“What Would it Be Like to Start over from Scratch?”: Editor Toby Shimin on This Is Home
Tobi Shimin has edited more than two dozen documentary projects going back to 1988. In 2015 she cut the Sundance doc How To Dance In Ohio from director Alexandra Shiva, who returned to Sundance this year for This Is Home. The film, which won the audience award in the international documentary lineup, tells the story of four Syrian families as they move to the United States as refugees. Below, Shiva discusses the task of shaving 300 hours of dailies down to a 90 minute feature.
Filmmaker: How and why did you wind up being the editor of your film? What were the factors and attributes that led to your being hired for this job?
Shimin: I was lucky enough to edit Alexandra Shiva’s previous film, How To Dance In Ohio, a coming-of-age story about teenagers and young adults on the autism spectrum, which premiered at Sundance in 2015. In working together, we recognized that our mutual motivation in storytelling is to foster connections and a sense of shared humanity, especially with subjects who are often portrayed as “other.” This Is Home is a variation on that theme, so we both felt that I was a good fit for this story.
Filmmaker: In terms of advancing your film from its earliest assembly to your final cut, what were goals as an editor?
Shimin: In our first assembly of This Is Home, we agreed that one of the big challenges was to deepen a film that could easily become a solely political issue story. We wanted to make sure we were telling a character-driven story about people who the audience relate to on a human, emotional level. The prime directive was the question we kept asking ourselves: what would it be like to start over from scratch, to arrive in a new place, in a new culture, with a new language? With that as our filter, any scene in the assembly that did more telling than showing, we cut out. We then worked with the remaining scenes and shaped the story from there.
Filmmaker: What elements of the film did you want to enhance, or preserve, or tease out or totally reshape? How did you achieve these goals? What types of editing techniques, or processes, or feedback screenings allowed this work to occur?
Shimin: Our priority in unfolding this story was to make it as relatable as possible as we followed the story of the four families through their first eight months in this country. Alexandra formed a strong bond with the subjects as she filmed with them, and I fell in love with them in the footage, as I screened the almost 300 hours of dailies, but we only had 90 minutes to make an audience feel the same way. Knowing that while we wanted the vérité scenes to be as immersive as possible, but also knowing that all the dialogue needed to be translated and read by the viewer, we put the emphasis in editing on highlighting the most human, universal and emotional moments. We relied heavily on feedback screenings to gauge how close or far we were from this goal.
Filmmaker: As an editor, how did you come up in the business, and what influences have affected your work?
Shimin: I began professionally as a sound editor in both narrative and documentary film, before I switched to picture editing. Working in the realm of sound developed in me a deep appreciation of the psychology of atmosphere and subtlety, sometimes even on a subliminal level.
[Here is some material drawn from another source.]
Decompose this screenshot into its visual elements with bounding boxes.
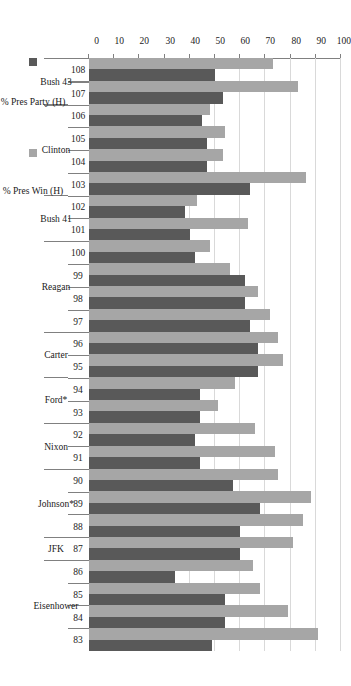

I find that I am most drawn to stories wheresubtlety and subtext are as important as the main storyline.
Filmmaker: What editing system did you use, and why?
Shimin: I edited This Is Home on Avid. I cut my last film on Premiere and found that in working closely with my associate editor, Joy Reed, we struggled quite a bit sending project files back and forth. On this project, we knew we were going to be sharing a substantially larger amount of material, given all the translations, so we decided Avid was a better choice.
Filmmaker: What was the most difficult scene to cut and why? And how did you do it?
Shimin: The opening scene of This Is Home was both the easiest and the most difficult scene in the editing process. The actual crafting of the scene was relatively easy, but finding a scene to open a story like this was extraordinarily difficult. We wanted to bring the audience into the feeling of being disoriented but not lost, uprooted but not ungrounded, and in great need of help, yet not helpless. We knew it was important to also bring in the element of humor and humanity to a very fraught situation. I am extremely proud of what we landed on as our opening.
Filmmaker: Finally, now that the process is over, what new meanings has the film taken on for you? What did you discover in the footage that you might not have seen initially, and how does your final understanding of the film differ from the understanding that you began with?
Shimin: This Is Home began as a story about refugees – a group of people in search of safety and resettlement. I think, for all of us working on the film, the story became much more human and personalized. It became a story of families – mothers and fathers, husbands and wives and children. It became a story of people we know and feel connected to by walking alongside them as they start their lives over.